At the same time, not all of New York City’s, much less New York State’s, tenants are universally protected. Federal funding may be the push necessary for the State to pass a just cause eviction law, which would protect an additional 1.6 million households who are currently vulnerable to arbitrary evictions. The Sanders campaign’s call for national rent control and a just cause mandate would expand renter protections statewide, without the need for politically difficult campaigns in certain jurisdictions.

Acknowledging the role the federal government played in exacerbating segregation and widening the racial wealth gap, Harris and Warren have proposed a major down-payment assistance program for households living in historically redlined communities.

Harris’s $100 billion program would provide $25,000 grants to first time homebuyers who have lived for at least 10 years in a historically redlined community, for homes valued under $300K. Warren’s program would provide loans equal to 3.5 percent of the assessed home value for first time homebuyers living in a historically redlined or high poverty areas for at least 4 years, for homes eligible for FHA insurance. This could serve as a down payment towards an FHA-insured or other mortgage.

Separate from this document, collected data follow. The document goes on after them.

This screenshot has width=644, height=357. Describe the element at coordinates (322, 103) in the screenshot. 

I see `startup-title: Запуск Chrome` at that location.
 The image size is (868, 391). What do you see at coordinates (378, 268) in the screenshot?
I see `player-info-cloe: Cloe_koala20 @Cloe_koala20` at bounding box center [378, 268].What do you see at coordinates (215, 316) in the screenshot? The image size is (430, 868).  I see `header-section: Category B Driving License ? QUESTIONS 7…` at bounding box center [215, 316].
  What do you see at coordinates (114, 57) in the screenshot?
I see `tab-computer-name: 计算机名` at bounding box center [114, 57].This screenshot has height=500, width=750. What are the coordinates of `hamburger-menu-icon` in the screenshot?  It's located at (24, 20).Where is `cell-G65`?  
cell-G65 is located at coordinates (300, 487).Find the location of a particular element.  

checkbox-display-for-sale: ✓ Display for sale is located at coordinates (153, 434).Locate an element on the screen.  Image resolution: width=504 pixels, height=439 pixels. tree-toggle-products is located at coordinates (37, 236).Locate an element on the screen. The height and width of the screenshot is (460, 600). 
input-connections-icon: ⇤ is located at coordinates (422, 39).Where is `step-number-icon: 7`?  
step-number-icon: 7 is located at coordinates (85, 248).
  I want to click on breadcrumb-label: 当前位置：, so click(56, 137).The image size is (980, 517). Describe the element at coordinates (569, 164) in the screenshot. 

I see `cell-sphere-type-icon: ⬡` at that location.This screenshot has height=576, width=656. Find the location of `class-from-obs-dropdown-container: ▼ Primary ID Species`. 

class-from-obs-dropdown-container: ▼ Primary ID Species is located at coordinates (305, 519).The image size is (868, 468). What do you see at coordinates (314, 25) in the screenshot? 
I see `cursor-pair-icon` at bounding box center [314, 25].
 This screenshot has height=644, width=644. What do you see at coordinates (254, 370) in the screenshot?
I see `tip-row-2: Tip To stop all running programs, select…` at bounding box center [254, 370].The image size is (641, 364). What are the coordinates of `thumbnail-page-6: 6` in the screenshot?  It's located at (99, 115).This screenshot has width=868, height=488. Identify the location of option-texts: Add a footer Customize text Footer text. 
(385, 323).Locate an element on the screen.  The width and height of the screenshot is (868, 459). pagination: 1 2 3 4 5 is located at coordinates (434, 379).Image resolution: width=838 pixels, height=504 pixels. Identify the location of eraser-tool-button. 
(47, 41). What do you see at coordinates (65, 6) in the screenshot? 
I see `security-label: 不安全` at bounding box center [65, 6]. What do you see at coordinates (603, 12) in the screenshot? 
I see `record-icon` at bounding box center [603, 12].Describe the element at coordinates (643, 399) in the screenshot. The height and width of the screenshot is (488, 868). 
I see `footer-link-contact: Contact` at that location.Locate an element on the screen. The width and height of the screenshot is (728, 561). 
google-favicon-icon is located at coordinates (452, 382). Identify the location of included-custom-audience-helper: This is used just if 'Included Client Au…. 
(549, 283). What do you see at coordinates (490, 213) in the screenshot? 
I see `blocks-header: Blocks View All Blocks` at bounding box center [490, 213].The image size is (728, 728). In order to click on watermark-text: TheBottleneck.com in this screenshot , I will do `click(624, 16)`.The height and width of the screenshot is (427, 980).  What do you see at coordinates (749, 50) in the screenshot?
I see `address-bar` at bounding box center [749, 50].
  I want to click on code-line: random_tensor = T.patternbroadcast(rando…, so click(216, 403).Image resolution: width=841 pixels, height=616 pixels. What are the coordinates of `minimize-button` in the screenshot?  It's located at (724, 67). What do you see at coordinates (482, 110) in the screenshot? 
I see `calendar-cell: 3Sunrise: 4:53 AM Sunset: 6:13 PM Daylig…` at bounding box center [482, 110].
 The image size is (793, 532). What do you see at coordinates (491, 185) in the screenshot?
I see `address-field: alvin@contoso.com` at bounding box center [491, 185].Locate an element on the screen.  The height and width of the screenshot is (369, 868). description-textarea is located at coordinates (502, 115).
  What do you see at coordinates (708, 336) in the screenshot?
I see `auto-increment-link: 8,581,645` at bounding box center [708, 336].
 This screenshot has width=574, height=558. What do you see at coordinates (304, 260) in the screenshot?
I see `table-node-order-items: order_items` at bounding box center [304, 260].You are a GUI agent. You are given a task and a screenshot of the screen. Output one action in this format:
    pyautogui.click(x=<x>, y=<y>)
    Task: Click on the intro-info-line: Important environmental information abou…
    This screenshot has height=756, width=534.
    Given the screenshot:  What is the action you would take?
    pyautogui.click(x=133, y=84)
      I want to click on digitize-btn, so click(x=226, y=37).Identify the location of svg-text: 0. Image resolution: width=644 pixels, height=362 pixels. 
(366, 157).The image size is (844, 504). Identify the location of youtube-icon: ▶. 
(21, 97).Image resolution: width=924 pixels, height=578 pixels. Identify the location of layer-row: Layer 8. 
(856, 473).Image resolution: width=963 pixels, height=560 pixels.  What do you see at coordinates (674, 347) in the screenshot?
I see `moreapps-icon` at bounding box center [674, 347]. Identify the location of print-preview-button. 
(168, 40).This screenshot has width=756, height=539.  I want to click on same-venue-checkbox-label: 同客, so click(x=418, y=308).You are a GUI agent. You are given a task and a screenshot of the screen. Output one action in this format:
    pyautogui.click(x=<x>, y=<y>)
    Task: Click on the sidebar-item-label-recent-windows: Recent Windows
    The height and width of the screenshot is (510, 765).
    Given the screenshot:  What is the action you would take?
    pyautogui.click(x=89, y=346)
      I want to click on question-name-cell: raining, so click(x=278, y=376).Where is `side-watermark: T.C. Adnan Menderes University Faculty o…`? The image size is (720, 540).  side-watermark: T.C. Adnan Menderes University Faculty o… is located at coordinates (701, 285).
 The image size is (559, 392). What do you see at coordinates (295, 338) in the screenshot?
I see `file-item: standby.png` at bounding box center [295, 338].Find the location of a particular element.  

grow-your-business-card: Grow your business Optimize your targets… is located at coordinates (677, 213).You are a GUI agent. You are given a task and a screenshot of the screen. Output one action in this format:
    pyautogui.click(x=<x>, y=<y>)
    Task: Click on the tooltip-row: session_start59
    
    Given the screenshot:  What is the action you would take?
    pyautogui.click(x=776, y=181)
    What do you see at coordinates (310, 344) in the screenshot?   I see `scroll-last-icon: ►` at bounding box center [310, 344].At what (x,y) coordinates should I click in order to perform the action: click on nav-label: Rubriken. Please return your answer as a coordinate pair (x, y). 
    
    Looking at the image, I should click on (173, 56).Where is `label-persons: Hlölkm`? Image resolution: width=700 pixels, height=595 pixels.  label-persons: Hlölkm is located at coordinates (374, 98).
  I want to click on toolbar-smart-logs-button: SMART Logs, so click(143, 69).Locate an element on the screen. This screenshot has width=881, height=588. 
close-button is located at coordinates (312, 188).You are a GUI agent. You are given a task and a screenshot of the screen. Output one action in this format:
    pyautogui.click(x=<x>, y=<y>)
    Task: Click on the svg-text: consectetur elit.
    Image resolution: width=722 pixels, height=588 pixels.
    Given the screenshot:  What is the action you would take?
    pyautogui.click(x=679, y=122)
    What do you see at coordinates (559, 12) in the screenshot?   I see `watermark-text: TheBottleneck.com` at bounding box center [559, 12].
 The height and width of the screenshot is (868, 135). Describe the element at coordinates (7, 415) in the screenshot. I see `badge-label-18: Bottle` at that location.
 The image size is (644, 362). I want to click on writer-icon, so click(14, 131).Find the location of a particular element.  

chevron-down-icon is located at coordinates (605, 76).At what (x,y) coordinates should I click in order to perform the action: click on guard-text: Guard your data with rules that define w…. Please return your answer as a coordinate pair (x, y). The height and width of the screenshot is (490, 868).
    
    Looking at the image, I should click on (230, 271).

New Yorkers are likely to benefit from these proposals. But gentrification and high real estate costs may make their intent – to provide restitution to black and Latinx communities excluded from wealth-building housing programs – more difficult to fulfill. A four-year residency requirement is likely to exclude earlier-displaced residents. Further, first time homebuyers face both extremely high real estate costs and competition from investor purchasers. A $300,000 value cap is likely too low for New York City’s high cost market. A $25,000 grant will most help first-time buyers who have additional savings to put toward their home purchase. White families are much more likely to have significant savings, as compared to black or Latinx families.

While only Harris and Warren proposed major subsidy programs, the majority of the top Democratic candidates have called for the expansion of legal tools to prevent ongoing housing discrimination. Booker, Buttigieg, Castro, Harris, Klobuchar, Sanders, and Warren have all expressed support for strengthening Fair Housing provisions and discouraging exclusionary zoning.

The top Democratic presidential candidates have produced innovative and formidable proposals for alleviating a growing housing affordability crisis. The candidates should explore these ideas further during one of the upcoming debates. And whoever ends up getting the nomination – and whoever is ultimately elected – should consider these proposals as a basis for rethinking the federal government’s role in addressing U.S.’s national housing crisis.